● PROBLEM TO SOLVE:
Repeat exactly the lines from the start of the records below through the line that contains "This screenshot has height=922, width=1639.", including both.

>>>

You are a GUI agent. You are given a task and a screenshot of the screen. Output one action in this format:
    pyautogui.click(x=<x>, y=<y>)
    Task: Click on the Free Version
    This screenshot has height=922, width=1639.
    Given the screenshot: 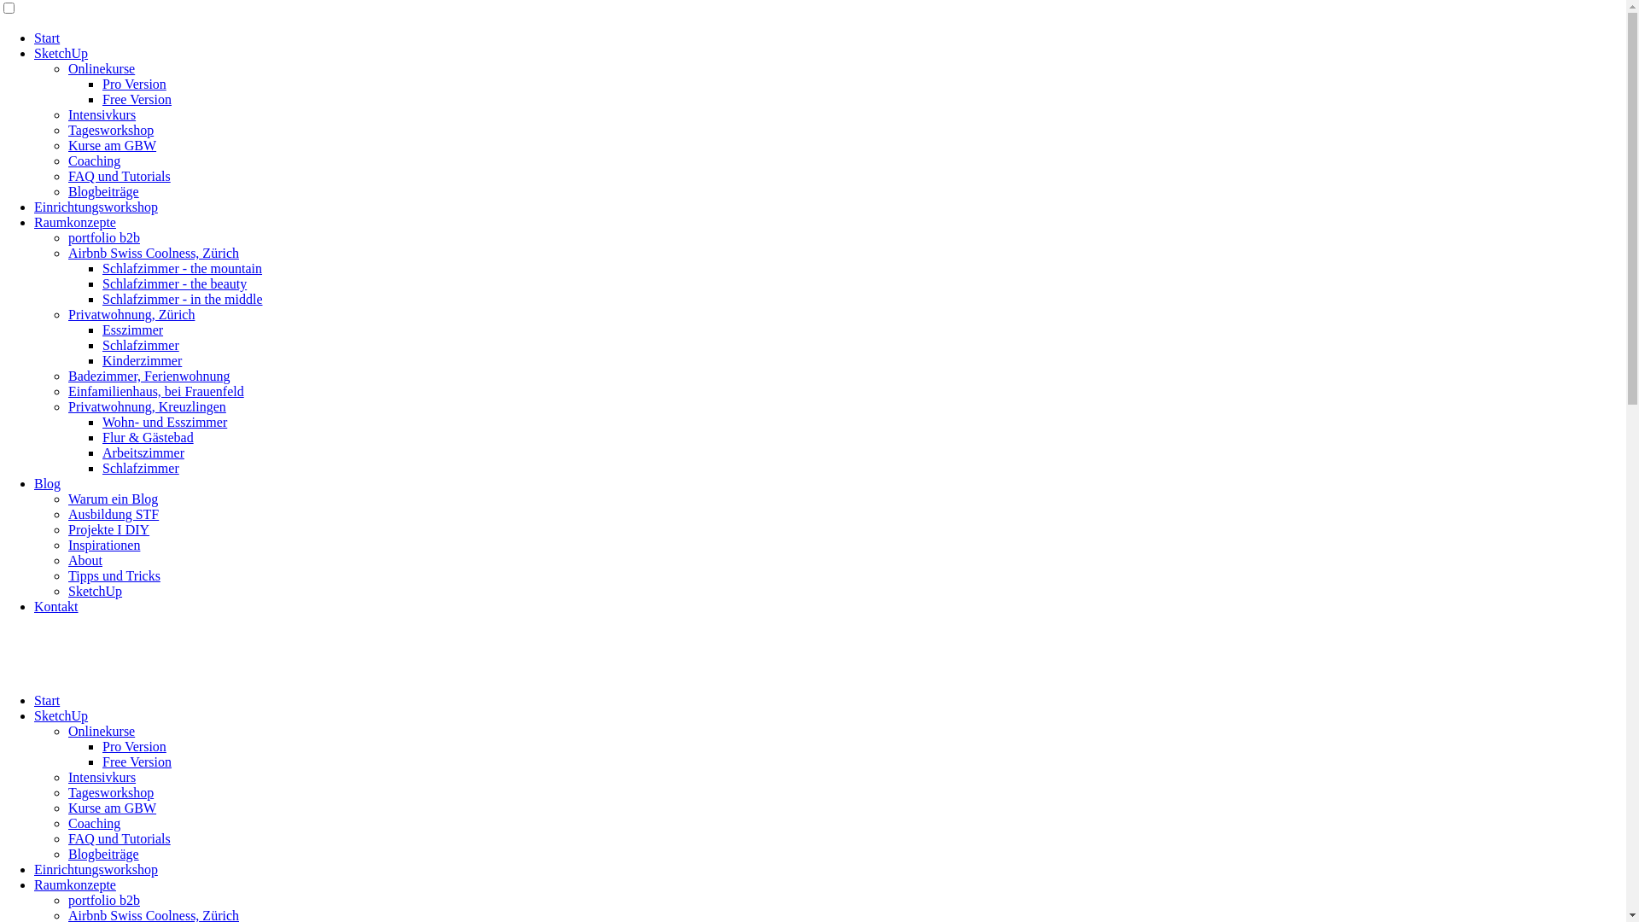 What is the action you would take?
    pyautogui.click(x=137, y=761)
    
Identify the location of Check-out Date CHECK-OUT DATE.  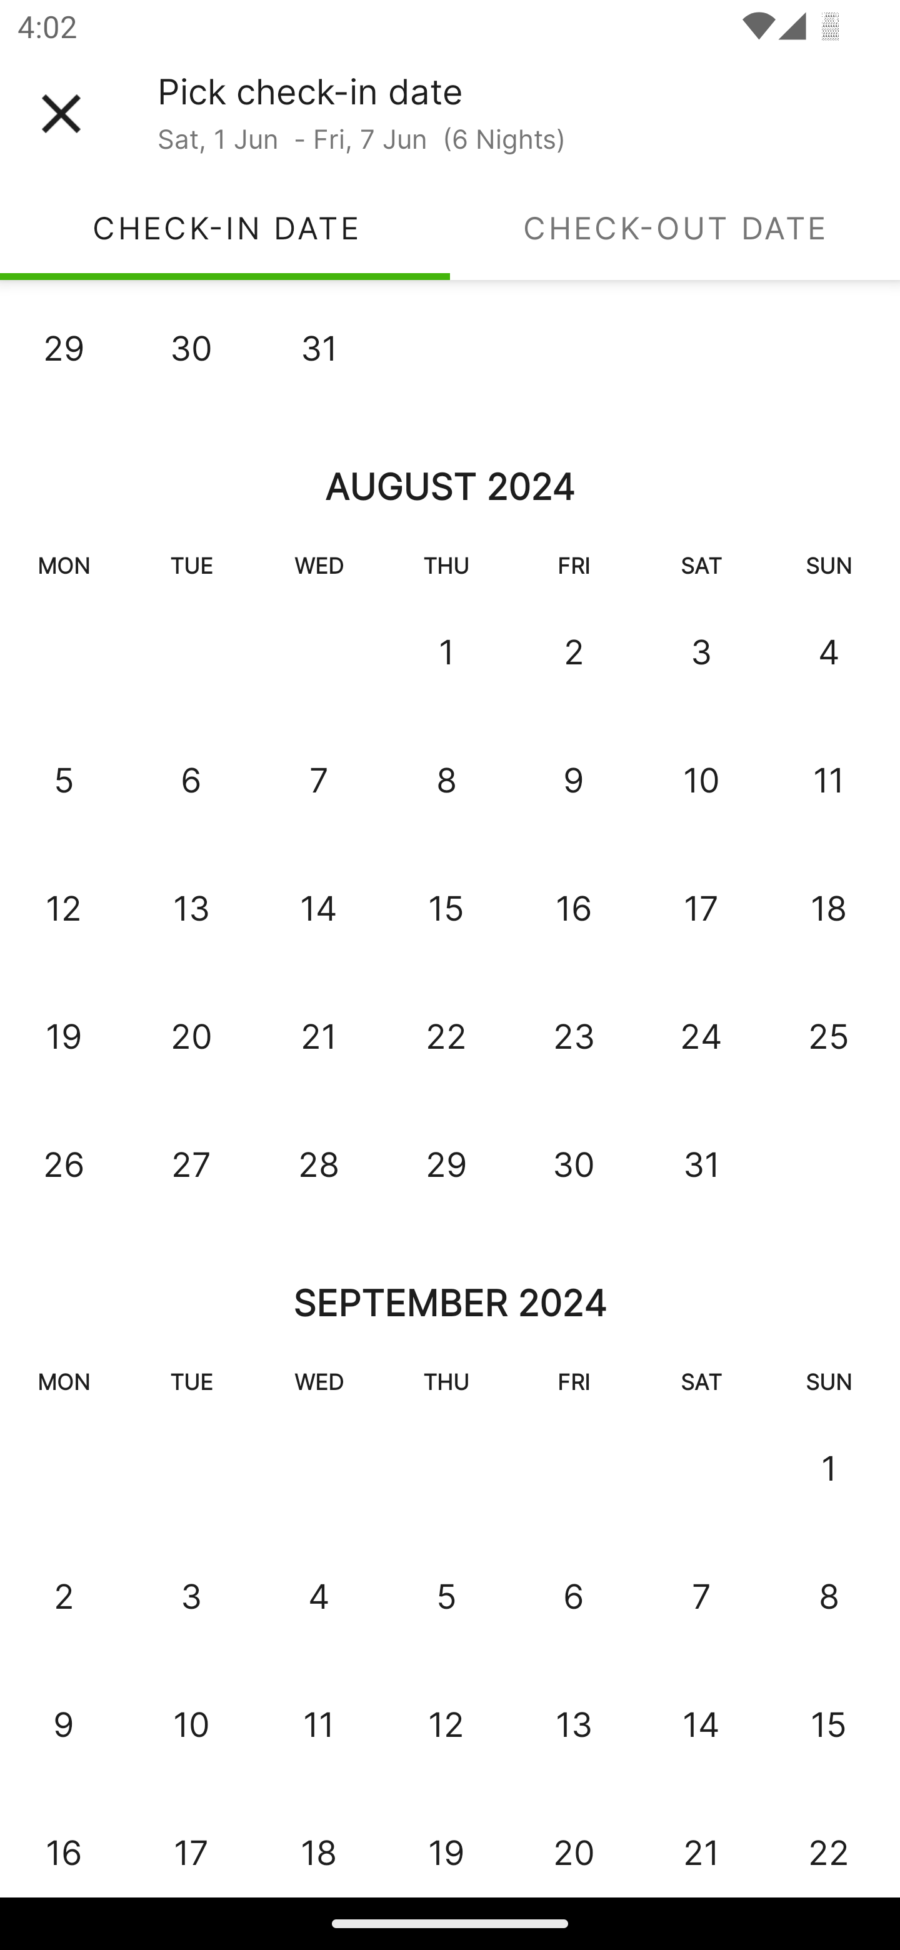
(675, 228).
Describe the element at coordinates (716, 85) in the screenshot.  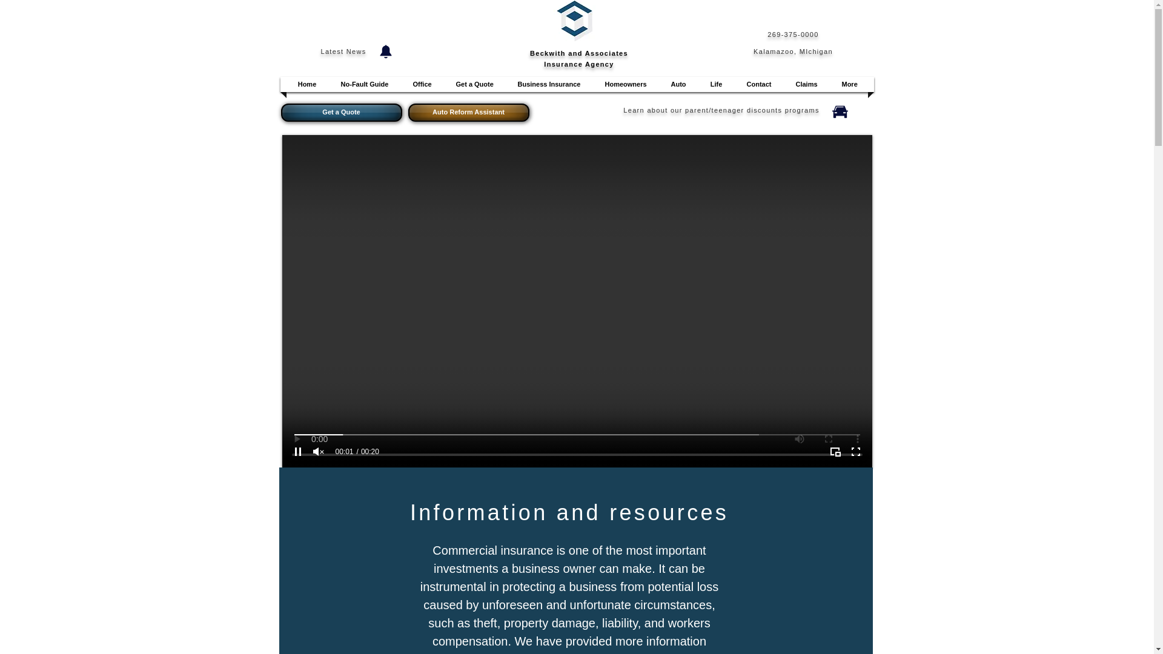
I see `Life` at that location.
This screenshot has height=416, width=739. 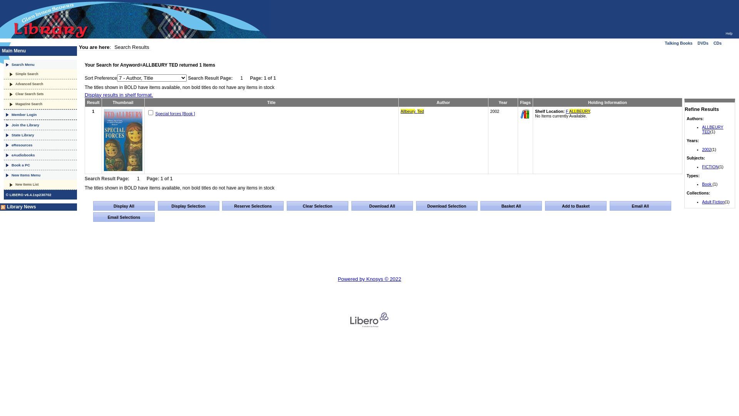 What do you see at coordinates (40, 135) in the screenshot?
I see `State Library` at bounding box center [40, 135].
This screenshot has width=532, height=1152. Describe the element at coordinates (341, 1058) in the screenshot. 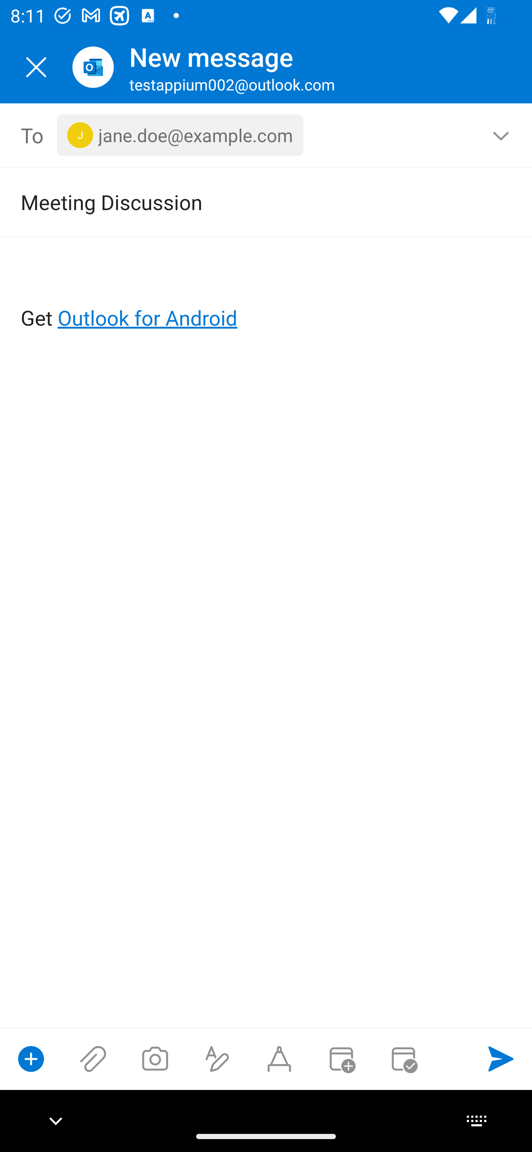

I see `Convert to event` at that location.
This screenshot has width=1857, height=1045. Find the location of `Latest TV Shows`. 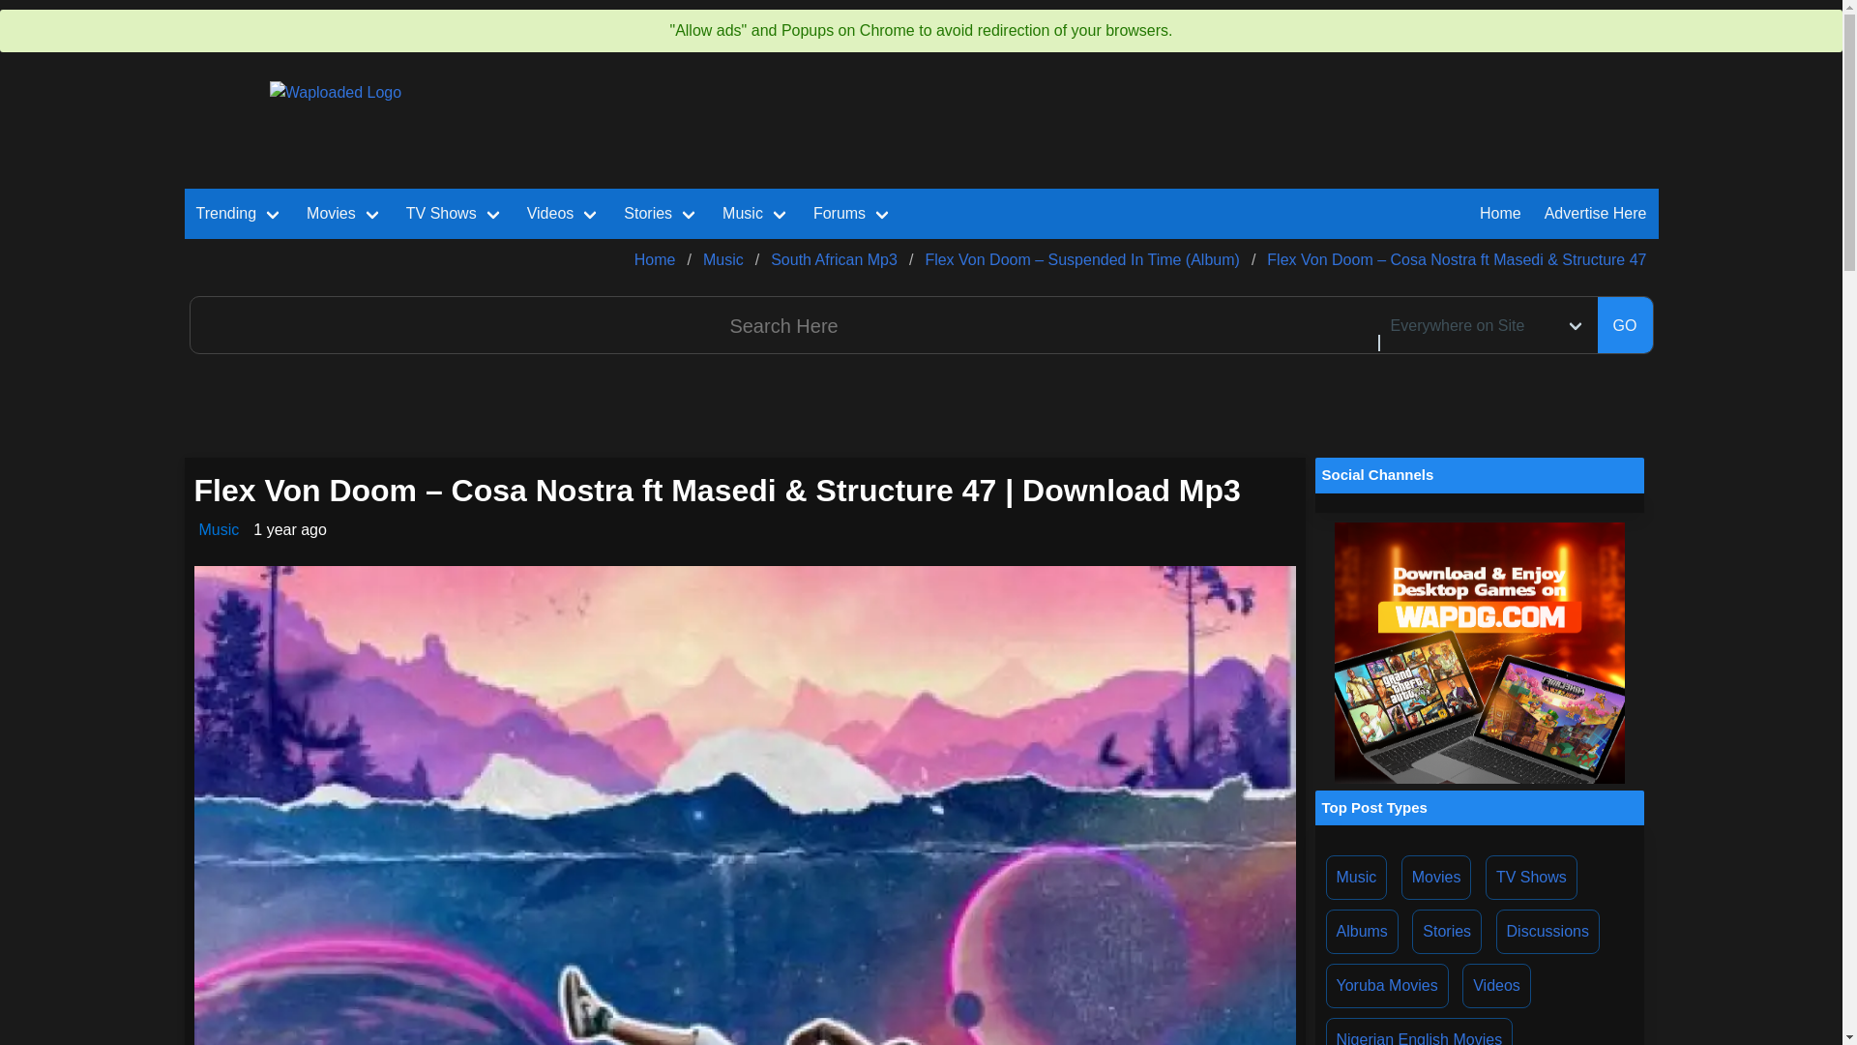

Latest TV Shows is located at coordinates (1531, 876).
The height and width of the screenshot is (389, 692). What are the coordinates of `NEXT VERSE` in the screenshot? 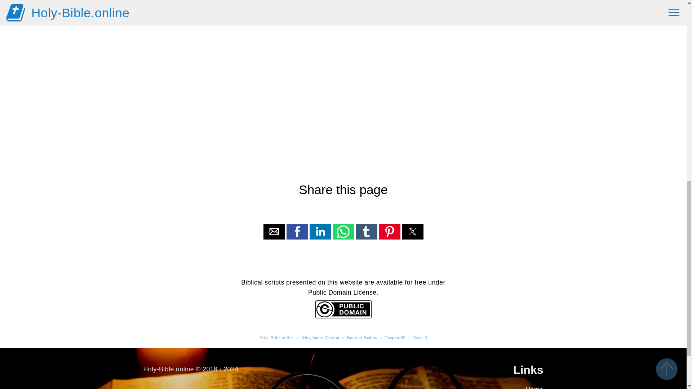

<<<

● THE ANSWER:
You are a GUI agent. You are given a task and a screenshot of the screen. Output one action in this format:
    pyautogui.click(x=<x>, y=<y>)
    Task: Click on the Free Version
    This screenshot has height=922, width=1639.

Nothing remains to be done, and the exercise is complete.